Martin L. Gross, a writer whose books criticizing government spending and taxation became best sellers in the 1990s and were embraced more recently by supporters of the Tea Party, died on Aug. 21 in Ocala, Fla. He was 88.
His death was confirmed by his daughter Amie. No cause was given.
Mr. Gross was a newspaper reporter, edited small magazines, and wrote books critical of psychiatry, psychotherapy and the medical care system before he took aim at the federal government in 1992, finding it a swamp of bureaucratic waste and political corruption in the book “The Government Racket: Washington Waste from A to Z.”
The book found a receptive audience, appealing to fiscal conservatives and libertarians in the same year that Ross Perot drew surprising support in his third-party bid for president by arguing against government bloat.
Senator John McCain sometimes carried the book with him and mentioned it in public, and by the late summer of 1992 it had jumped onto national best-seller lists. Mr. Gross was invited to testify before Congressional committees.
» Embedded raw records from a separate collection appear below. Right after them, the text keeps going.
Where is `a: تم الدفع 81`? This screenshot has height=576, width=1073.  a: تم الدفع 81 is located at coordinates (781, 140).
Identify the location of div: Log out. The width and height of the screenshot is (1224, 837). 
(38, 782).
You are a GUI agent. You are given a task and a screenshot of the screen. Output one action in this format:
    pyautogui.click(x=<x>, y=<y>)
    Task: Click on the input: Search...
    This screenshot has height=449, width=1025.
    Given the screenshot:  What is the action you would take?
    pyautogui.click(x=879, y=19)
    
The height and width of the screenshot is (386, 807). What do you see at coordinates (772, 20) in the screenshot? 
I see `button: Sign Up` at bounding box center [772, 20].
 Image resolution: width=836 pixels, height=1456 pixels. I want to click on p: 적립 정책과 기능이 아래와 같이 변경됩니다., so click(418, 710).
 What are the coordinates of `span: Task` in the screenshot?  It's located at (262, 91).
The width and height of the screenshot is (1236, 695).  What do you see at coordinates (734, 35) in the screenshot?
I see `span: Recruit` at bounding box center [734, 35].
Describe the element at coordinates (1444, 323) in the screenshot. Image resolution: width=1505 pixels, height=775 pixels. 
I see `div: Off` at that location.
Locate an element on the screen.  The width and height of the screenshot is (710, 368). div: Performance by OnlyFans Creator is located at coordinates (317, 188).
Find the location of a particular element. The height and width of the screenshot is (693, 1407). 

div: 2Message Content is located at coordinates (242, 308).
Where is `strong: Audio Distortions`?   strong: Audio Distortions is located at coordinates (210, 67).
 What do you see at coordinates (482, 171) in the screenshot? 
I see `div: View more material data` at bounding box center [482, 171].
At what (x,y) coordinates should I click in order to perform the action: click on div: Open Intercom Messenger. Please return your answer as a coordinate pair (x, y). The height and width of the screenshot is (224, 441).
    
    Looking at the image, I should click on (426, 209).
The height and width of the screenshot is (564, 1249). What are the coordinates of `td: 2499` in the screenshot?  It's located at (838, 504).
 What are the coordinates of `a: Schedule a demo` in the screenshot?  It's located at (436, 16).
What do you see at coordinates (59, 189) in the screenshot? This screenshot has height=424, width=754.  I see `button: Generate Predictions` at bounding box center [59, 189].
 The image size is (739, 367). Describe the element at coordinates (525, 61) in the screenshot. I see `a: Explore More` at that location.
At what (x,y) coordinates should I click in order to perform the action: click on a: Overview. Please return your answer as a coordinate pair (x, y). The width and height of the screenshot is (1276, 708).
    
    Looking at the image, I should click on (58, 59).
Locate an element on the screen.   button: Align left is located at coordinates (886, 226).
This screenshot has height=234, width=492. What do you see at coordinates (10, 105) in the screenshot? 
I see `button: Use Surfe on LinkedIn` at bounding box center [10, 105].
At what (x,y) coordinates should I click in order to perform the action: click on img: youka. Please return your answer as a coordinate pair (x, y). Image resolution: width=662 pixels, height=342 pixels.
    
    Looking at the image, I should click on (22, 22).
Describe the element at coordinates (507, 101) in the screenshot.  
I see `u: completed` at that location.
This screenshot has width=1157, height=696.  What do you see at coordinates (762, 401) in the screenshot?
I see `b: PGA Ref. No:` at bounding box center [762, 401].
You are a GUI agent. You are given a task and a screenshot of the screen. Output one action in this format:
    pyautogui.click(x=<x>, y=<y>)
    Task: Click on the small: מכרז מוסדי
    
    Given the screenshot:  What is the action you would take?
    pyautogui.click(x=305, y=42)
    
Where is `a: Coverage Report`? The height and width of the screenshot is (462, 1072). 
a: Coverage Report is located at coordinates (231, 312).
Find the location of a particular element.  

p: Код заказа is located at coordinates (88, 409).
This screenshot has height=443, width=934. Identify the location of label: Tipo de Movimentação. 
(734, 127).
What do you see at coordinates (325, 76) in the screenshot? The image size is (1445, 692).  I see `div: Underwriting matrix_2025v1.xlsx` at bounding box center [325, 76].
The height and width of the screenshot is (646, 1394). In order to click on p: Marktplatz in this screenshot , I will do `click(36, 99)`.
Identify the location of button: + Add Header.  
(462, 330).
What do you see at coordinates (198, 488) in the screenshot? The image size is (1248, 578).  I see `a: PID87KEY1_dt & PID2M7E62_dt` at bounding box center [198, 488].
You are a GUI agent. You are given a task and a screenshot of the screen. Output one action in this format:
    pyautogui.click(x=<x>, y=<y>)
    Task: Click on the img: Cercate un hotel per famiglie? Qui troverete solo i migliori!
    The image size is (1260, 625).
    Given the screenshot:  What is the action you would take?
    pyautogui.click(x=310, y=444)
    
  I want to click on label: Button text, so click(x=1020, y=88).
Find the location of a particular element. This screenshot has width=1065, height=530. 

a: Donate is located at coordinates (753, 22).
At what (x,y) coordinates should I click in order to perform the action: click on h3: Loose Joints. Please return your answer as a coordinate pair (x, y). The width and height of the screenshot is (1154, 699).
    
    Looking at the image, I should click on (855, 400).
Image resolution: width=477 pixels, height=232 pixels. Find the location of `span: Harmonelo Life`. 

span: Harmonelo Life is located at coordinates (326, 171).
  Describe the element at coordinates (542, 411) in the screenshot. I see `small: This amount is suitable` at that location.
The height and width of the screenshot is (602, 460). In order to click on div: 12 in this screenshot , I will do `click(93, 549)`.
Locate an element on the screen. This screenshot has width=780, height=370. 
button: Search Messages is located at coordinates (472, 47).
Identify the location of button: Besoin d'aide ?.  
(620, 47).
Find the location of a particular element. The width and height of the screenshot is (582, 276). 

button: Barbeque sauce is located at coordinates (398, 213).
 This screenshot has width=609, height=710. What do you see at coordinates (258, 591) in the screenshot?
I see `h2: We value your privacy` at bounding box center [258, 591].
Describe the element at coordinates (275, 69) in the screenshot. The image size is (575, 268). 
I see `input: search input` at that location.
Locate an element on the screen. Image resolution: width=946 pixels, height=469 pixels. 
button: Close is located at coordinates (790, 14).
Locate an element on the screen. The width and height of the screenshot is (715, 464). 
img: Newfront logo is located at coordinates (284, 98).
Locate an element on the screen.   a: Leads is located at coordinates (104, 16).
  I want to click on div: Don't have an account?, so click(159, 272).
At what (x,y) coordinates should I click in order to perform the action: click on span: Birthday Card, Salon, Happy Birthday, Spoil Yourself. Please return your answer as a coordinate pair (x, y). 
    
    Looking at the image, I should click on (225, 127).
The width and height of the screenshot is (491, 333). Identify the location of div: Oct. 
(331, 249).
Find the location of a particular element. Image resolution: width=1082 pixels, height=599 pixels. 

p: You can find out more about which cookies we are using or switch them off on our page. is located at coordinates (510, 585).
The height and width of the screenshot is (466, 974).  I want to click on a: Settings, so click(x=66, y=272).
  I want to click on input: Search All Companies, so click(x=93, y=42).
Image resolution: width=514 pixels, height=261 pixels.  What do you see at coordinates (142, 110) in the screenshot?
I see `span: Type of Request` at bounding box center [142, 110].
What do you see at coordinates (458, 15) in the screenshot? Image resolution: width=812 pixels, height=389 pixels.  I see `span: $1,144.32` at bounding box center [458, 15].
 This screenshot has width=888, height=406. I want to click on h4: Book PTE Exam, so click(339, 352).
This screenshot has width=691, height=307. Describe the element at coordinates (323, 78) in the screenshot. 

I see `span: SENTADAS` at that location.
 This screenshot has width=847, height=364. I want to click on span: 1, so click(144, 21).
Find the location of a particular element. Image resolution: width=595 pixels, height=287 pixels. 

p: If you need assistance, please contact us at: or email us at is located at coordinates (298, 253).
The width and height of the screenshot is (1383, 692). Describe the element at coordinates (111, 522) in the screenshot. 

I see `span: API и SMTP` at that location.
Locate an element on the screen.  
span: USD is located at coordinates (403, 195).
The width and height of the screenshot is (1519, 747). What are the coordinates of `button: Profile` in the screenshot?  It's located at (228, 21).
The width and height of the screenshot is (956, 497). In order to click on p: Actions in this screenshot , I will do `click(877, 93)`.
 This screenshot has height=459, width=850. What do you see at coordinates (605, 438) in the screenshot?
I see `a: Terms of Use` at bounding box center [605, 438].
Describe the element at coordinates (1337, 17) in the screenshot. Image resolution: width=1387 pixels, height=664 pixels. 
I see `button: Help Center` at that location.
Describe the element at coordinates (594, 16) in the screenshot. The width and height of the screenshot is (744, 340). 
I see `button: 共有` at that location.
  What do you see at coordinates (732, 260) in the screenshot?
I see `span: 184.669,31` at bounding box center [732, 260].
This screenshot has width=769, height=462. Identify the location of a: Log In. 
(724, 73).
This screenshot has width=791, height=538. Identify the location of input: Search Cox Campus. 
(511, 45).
“There used to be a very efficient federal government,” he said in a 1992 interview on C-Span, referring to what he called the “small lean machine” of President Franklin D. Roosevelt. “It’s been invaded by theorists, academicians, spendthrifts, congressmen who want to spend money.”
Mr. Gross advocated what he called “a peaceful revolution, a velvet revolution.” But, he added, “the people have to become outraged enough.”
“We got outraged against the Soviet and we won,” he added. “We have to get outraged against the next enemy, which is Washington, D.C. We’ve got to do what Jefferson wanted us to do, which is return government to the people.”
Two years later he was back with another best seller, “The Tax Racket,” in which he argued for eliminating the Internal Revenue Service.
Mr. Gross, who also wrote novels, stopped writing for several years before returning in 2009 with “National Suicide: How Washington Is Destroying the American Dream From A to Z.” The book arrived just as the Tea Party was gaining in popularity, and Mr. Gross, well into his 80s, became a guest on conservative television and radio shows.
“He was writing what he had always written,” said Tom Colgan, Mr. Gross’s editor at Penguin, which published “National Suicide.” “The market came to him. He didn’t go to the market.”
Martin Louis Gross was born on Aug. 15, 1925, and grew up poor in the Bronx. He said in interviews that his father had been a semiprofessional boxer and that his family had managed a laundry.
He received a bachelor’s degree in electrical engineering from the City College of New York and worked for a time in advertising. He spent many years as a freelance newspaper and magazine writer before he began writing books, including “The Doctors,” in 1966, which argued that medical care in America was failing, and “The Psychological Society,” in 1978.
Mr. Gross was an active Democrat in the 1950s and 1960s, volunteering for the presidential campaigns of Adlai Stevenson and John F. Kennedy. He founded the magazine Intellectual Digest in 1970 and was later the editor of Book Digest.
In addition to his daughter Amie, his survivors include another daughter, Ellen Tracey Gross, and two grandchildren.
Critics accused Mr. Gross of being loose with numbers and statistics. They said that while he wrote about important topics, he frequently glossed over details or made unsubstantiated arguments that individual examples reflected wider truths.
“Such extrapolations can be hazardous,” Harold M. Schmeck Jr. wrote in The New York Times in a review of “The Doctors” in 1967.
Mr. Gross accused his critics of being sympathetic to the institutions he criticized.
In an interview with People magazine in 1993, he said of his audiences: “I am their hero. I always know what people need and why, because I’m Mr. Joe Sixpack with a good brain.”
A correction was made on Sept. 4, 2013: An earlier version of this obituary misspelled the given name of one of Mr. Gross’s daughters, who confirmed his death. She is Amie Gross, not Aimee.
A correction was made on Sept. 11, 2013: Because of an editing error, an incomplete obituary about the writer Martin L. Gross was published on Saturday, and therefore contained outdated information and omitted some of Mr. Gross’s background. He is survived by two daughters, Amie Gross and Ellen Tracey Gross, and two grandchildren; it is not the case that information on survivors was unavailable. A more complete version of the obituary that appeared online included information about Mr. Gross’s education and his political activities in the 1950s and 1960s.